Trent Reznor's free-music experiment: The numbers

The Nine Inch Nails frontman tries to put out an album in an unconventional way. Does it work?

Published January 5, 2008 12:02AM (EST)

A few months ago, shortly after Radiohead announced that it would be releasing its new album online, Trent Reznor of Nine Inch Nails took to the Web to declare his own independence from Big Music: "I have been under recording contracts for 18 years and have watched the business radically mutate from one thing to something inherently very different and it gives me great pleasure to be able to finally have a direct relationship with the audience as I see fit and appropriate," he wrote on his site.

Reznor's first move toward building that direct relationship occurred in November, when he hatched an unconventional plan to put out an album that he'd produced, the hip-hop artist Saul Williams' "The Inevitable Rise and Liberation of NiggyTardust!"

Fans could download a lower-quality version of the album for free (these were 192 kbps MP3 files), or they could pay $5 to help support the artist and get higher-fidelity tracks. In a post on NIN.com today, Reznor goes over the results of that experiment. In short, he doesn't know what to think.

The good news: A lot of people got to listen to Williams' music. The bad news, though, is that only a small percentage of them decided to pay for it.

Reznor says that 154,449 downloaded the album for free; 28,322 people paid for it. Another stat: Williams' previous album, released three years ago on CD, has sold 33,897 copies.

So Reznor asks, "If 33,897 people went out and bought Saul's last record 3 years ago (when more people bought CDs) and over 150K -- five times as many -- sought out this new record, that's great -- right?"

Well, yeah -- more people are listening to him. On the other hand, though, "is it good news that less than one in five feel it was worth $5? I'm not sure what I was expecting but that percentage -- primarily from fans -- seems disheartening."

You might counter that at least this way, the artist gets to keep the money -- there isn't a record company sucking out a lot from the deal. But Reznor points out he spent much to produce and even to give away the album -- he paid for a studio, he paid for bandwidth, he paid to set up an online store. "Nobody's getting rich off this project," he writes.

So did he succeed or was it a bust? At least there's this: "Saul's music is in more people's iPods than ever before and people are interested in him," Reznor writes. Williams is on tour now; certainly having his music out to more people can only help that effort.


By Farhad Manjoo

Farhad Manjoo is a Salon staff writer and the author of True Enough: Learning to Live in a Post-Fact Society.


§ How to complete this task
Using the data below, copy each line that includes the word "JSON".

(Stored records)
>>>
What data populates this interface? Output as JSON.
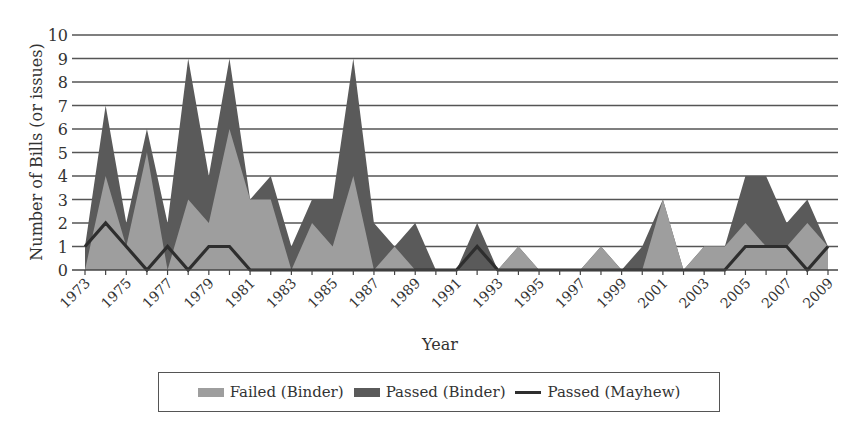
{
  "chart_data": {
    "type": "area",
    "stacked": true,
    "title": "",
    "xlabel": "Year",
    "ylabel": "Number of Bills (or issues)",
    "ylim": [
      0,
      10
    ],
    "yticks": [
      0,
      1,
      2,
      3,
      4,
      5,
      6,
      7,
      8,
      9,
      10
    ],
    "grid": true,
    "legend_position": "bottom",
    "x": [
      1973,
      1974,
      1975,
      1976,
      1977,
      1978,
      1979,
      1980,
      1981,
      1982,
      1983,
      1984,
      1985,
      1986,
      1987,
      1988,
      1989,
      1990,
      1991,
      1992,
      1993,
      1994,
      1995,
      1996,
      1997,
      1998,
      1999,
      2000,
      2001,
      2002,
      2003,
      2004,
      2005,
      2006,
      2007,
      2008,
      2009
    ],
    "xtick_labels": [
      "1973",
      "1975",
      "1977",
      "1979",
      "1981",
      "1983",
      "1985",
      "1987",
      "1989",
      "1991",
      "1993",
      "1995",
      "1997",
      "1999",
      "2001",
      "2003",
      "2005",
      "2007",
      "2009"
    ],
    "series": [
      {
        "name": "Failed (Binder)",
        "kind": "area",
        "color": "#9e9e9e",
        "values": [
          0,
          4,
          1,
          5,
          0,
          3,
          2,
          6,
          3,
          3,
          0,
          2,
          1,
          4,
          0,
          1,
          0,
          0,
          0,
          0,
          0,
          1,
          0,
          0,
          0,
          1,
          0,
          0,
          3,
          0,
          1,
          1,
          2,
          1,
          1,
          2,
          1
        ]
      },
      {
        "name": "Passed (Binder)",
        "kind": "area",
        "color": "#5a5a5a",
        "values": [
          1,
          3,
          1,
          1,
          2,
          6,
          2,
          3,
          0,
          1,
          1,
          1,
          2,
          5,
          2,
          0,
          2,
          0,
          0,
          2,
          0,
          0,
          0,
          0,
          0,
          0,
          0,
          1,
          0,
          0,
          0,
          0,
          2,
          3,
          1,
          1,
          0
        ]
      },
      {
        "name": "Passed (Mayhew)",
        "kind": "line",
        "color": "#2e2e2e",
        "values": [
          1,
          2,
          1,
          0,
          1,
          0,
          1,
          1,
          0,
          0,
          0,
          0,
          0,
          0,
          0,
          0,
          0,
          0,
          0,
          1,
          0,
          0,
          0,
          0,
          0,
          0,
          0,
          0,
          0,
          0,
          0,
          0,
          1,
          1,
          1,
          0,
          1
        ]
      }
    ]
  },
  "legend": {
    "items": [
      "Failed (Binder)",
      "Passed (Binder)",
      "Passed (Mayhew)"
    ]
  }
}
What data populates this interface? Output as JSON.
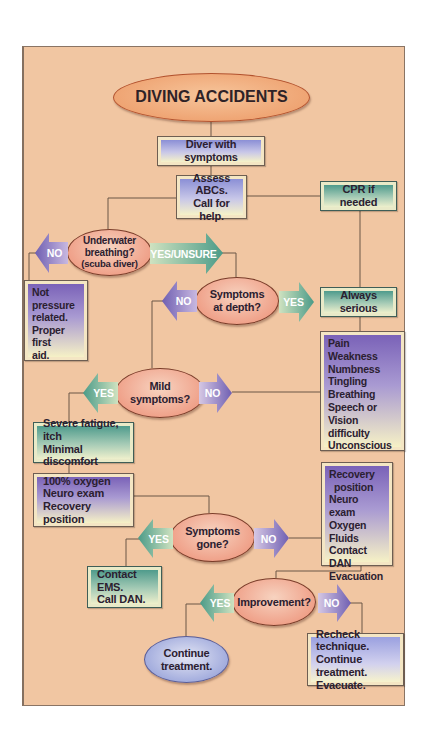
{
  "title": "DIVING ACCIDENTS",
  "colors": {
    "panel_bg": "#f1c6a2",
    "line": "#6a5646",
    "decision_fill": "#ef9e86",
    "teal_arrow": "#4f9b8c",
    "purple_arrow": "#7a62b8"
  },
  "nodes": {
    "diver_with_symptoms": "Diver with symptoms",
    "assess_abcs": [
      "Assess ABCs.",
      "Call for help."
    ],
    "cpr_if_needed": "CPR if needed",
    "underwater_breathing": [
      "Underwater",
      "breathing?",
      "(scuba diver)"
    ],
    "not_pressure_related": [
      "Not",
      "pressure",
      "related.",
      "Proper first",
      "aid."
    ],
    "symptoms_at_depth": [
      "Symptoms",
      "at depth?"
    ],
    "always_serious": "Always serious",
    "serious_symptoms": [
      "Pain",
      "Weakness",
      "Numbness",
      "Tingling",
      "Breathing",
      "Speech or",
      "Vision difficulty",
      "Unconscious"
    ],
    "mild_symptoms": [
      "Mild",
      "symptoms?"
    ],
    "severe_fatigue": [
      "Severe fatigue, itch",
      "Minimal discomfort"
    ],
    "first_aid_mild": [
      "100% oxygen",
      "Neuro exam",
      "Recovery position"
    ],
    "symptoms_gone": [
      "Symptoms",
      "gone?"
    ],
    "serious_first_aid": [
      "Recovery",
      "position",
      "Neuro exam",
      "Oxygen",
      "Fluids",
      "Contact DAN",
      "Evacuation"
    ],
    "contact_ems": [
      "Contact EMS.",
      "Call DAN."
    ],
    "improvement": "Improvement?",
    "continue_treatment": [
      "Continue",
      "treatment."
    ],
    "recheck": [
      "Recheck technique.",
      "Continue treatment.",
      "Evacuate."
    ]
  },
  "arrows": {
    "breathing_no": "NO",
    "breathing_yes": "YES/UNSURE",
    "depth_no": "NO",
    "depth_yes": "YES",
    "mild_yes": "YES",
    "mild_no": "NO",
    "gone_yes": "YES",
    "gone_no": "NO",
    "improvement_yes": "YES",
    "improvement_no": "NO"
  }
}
<<<
>>>
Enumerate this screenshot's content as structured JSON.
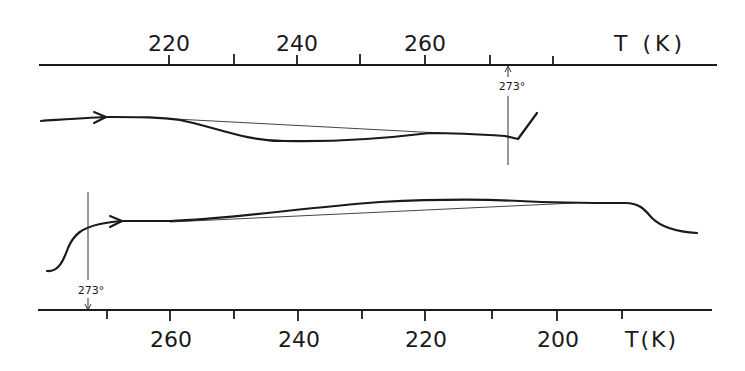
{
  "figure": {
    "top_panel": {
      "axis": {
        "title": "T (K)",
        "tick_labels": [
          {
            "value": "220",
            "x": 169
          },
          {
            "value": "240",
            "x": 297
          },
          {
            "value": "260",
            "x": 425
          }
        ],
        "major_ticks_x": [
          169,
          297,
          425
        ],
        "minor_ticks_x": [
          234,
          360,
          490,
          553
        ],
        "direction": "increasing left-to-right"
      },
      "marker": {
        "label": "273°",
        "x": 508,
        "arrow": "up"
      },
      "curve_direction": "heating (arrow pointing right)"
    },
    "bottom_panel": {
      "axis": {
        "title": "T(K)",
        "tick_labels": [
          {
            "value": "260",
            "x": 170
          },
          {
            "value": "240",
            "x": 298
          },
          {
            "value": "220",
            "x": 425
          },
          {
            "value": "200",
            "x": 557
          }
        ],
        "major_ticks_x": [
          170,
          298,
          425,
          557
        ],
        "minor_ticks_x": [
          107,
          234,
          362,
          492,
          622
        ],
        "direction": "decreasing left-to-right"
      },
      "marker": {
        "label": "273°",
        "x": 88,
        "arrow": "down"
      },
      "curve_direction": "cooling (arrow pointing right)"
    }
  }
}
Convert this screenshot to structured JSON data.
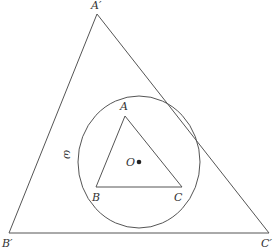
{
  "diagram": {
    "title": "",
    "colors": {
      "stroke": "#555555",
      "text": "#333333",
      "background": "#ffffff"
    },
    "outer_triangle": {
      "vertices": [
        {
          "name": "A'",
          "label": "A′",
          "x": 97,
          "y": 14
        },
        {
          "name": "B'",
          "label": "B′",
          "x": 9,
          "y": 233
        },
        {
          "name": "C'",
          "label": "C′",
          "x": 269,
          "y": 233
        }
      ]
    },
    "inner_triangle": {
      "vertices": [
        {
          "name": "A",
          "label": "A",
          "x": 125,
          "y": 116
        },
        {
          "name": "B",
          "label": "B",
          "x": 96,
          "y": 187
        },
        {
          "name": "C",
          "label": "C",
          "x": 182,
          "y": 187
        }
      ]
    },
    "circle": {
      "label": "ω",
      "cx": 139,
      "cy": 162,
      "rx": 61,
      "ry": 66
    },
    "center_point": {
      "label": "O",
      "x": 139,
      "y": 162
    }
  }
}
<<<
§ Result of the task
What data populates this interface? Output as JSON.
What data populates this interface? Output as JSON.
Enumerate this screenshot's content as structured JSON.
Convert this screenshot to structured JSON data.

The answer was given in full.